Dollar is rather mixed this week, firm against the euro, Swissy and Canadian, but weakened against the Sterling, Aussie, Kiwi and yen. US equities also lacked direction as DOW and S&P 500 are stuck in tight range near to the record high. Investors remained cautious ahead of the two key event risks this week, including the ECB meeting and US non-farm payroll report. However, bond traders seemed to be jumping the gun. 10-year yield staged a strong rally to close at 2.662% overnight, comparing to October's low of 2.471%. 30-year yield also jumped to close at 3.758% versus October's low of 3.565%.
The stronger than expected ISM indices were seen as a factor triggering repricing of Fed expectations. The ISM non-manufacturing index improved to 55.4 in October while the ISM manufacturing improved to 56.4. In particular, the employment component of ISM non-manufacturing jumped to 56.2, and that's the second highest reading since March. The FOMC statement released last week sounded like Fed is still open to December tapering. While the general consensus is that Fed wouldn't scale back the asset purchase before March, some investors are quietly betting on and earlier schedule.
Nonetheless, it should be noted that Fed officials' speeches so far sounded quite dovish. San Francisco Fed Williams said yesterday that Fed should continue the bond buying program until outlook for labor market improves "substantially". While the economy economy has made a lot of progress over the past year, "data over the last several months have kind of undermined a little bit that confidence that we are going to continue to make that kind of progress without continued monetary support". And, he didn't see the start of a "self-powered growth" yet. Earlier this week, Fed governor Powell said monetary policy is likely to remain highly accommodative for some time. St. Louis Fed Bullard said inflation has remained low and he would like to see inflation to return to 2% before tapering to begin. Boston Fed Rosengren said the monetary policy will likely "need to remain accommodative for some time" to achieve full employment within a "reasonable forecast horizon".
Elsewhere, New Zealand dollar was boosted today by stronger than expected growth in employment, which rose 1.2% qoq in Q3. Unemployment dropped back to 6.2%. UK BRC shop price dropped -0.5% yoy in October. Australia trade surplus narrowed to AUD -0.28b in September. UK data will be the focus again today with industrial and manufacturing production featured, as well as NIESR GDP estimate. Eurozone will release PMI services final and retail sales, plus German factory orders. Canada will release building permits and Ivey PMI. US ill release challenger job cuts and leading indicators.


### Task instructions
Retype all of the data exactly as given.

### Extracted records
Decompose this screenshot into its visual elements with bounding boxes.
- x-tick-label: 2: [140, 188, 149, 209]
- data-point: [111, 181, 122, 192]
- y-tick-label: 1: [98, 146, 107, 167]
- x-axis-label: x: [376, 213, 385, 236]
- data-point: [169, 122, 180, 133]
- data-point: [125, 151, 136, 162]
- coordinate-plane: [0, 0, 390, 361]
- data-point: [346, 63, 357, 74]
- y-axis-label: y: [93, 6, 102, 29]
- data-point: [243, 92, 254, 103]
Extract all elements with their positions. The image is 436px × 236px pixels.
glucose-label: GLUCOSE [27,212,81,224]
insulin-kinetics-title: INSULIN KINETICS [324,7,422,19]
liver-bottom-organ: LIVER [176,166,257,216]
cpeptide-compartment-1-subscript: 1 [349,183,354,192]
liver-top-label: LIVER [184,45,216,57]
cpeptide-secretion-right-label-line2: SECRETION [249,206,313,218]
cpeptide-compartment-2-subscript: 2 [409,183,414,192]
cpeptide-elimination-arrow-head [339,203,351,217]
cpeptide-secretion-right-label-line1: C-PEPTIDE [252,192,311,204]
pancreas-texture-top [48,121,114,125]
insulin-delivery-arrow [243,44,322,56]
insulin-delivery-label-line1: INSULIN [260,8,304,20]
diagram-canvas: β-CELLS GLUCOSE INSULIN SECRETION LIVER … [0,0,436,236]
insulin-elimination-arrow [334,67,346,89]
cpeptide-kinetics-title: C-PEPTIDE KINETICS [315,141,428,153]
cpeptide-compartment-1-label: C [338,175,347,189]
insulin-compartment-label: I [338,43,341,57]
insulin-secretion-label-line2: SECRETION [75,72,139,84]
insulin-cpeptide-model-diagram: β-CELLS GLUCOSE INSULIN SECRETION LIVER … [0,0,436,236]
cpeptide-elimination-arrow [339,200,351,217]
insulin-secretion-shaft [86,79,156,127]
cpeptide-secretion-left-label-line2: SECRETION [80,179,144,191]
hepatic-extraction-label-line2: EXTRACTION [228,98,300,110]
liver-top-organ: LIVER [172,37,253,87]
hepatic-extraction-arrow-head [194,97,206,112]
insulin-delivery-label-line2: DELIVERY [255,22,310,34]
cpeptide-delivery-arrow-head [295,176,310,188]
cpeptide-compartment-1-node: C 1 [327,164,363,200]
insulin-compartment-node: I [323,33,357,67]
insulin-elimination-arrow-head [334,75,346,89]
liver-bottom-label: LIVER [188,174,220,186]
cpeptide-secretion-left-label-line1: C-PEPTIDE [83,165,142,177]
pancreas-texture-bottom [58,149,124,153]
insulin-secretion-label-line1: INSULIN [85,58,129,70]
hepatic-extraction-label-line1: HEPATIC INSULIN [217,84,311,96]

### Solution to this problem
Decompose this screenshot into its visual elements with bounding boxes.
- x-tick-label: 2: [140, 188, 149, 209]
- data-point: [111, 181, 122, 192]
- y-tick-label: 1: [98, 146, 107, 167]
- x-axis-label: x: [376, 213, 385, 236]
- data-point: [169, 122, 180, 133]
- data-point: [125, 151, 136, 162]
- coordinate-plane: [0, 0, 390, 361]
- data-point: [346, 63, 357, 74]
- y-axis-label: y: [93, 6, 102, 29]
- data-point: [243, 92, 254, 103]
Extract all elements with their positions. The image is 436px × 236px pixels.
glucose-label: GLUCOSE [27,212,81,224]
insulin-kinetics-title: INSULIN KINETICS [324,7,422,19]
liver-bottom-organ: LIVER [176,166,257,216]
cpeptide-compartment-1-subscript: 1 [349,183,354,192]
liver-top-label: LIVER [184,45,216,57]
cpeptide-secretion-right-label-line2: SECRETION [249,206,313,218]
cpeptide-compartment-2-subscript: 2 [409,183,414,192]
cpeptide-elimination-arrow-head [339,203,351,217]
cpeptide-secretion-right-label-line1: C-PEPTIDE [252,192,311,204]
pancreas-texture-top [48,121,114,125]
insulin-delivery-arrow [243,44,322,56]
insulin-delivery-label-line1: INSULIN [260,8,304,20]
diagram-canvas: β-CELLS GLUCOSE INSULIN SECRETION LIVER … [0,0,436,236]
insulin-elimination-arrow [334,67,346,89]
cpeptide-kinetics-title: C-PEPTIDE KINETICS [315,141,428,153]
cpeptide-compartment-1-label: C [338,175,347,189]
insulin-compartment-label: I [338,43,341,57]
insulin-secretion-label-line2: SECRETION [75,72,139,84]
insulin-cpeptide-model-diagram: β-CELLS GLUCOSE INSULIN SECRETION LIVER … [0,0,436,236]
cpeptide-elimination-arrow [339,200,351,217]
insulin-secretion-shaft [86,79,156,127]
cpeptide-secretion-left-label-line2: SECRETION [80,179,144,191]
hepatic-extraction-label-line2: EXTRACTION [228,98,300,110]
liver-top-organ: LIVER [172,37,253,87]
hepatic-extraction-arrow-head [194,97,206,112]
insulin-delivery-label-line2: DELIVERY [255,22,310,34]
cpeptide-delivery-arrow-head [295,176,310,188]
cpeptide-compartment-1-node: C 1 [327,164,363,200]
insulin-compartment-node: I [323,33,357,67]
insulin-elimination-arrow-head [334,75,346,89]
liver-bottom-label: LIVER [188,174,220,186]
cpeptide-secretion-left-label-line1: C-PEPTIDE [83,165,142,177]
pancreas-texture-bottom [58,149,124,153]
insulin-secretion-label-line1: INSULIN [85,58,129,70]
hepatic-extraction-label-line1: HEPATIC INSULIN [217,84,311,96]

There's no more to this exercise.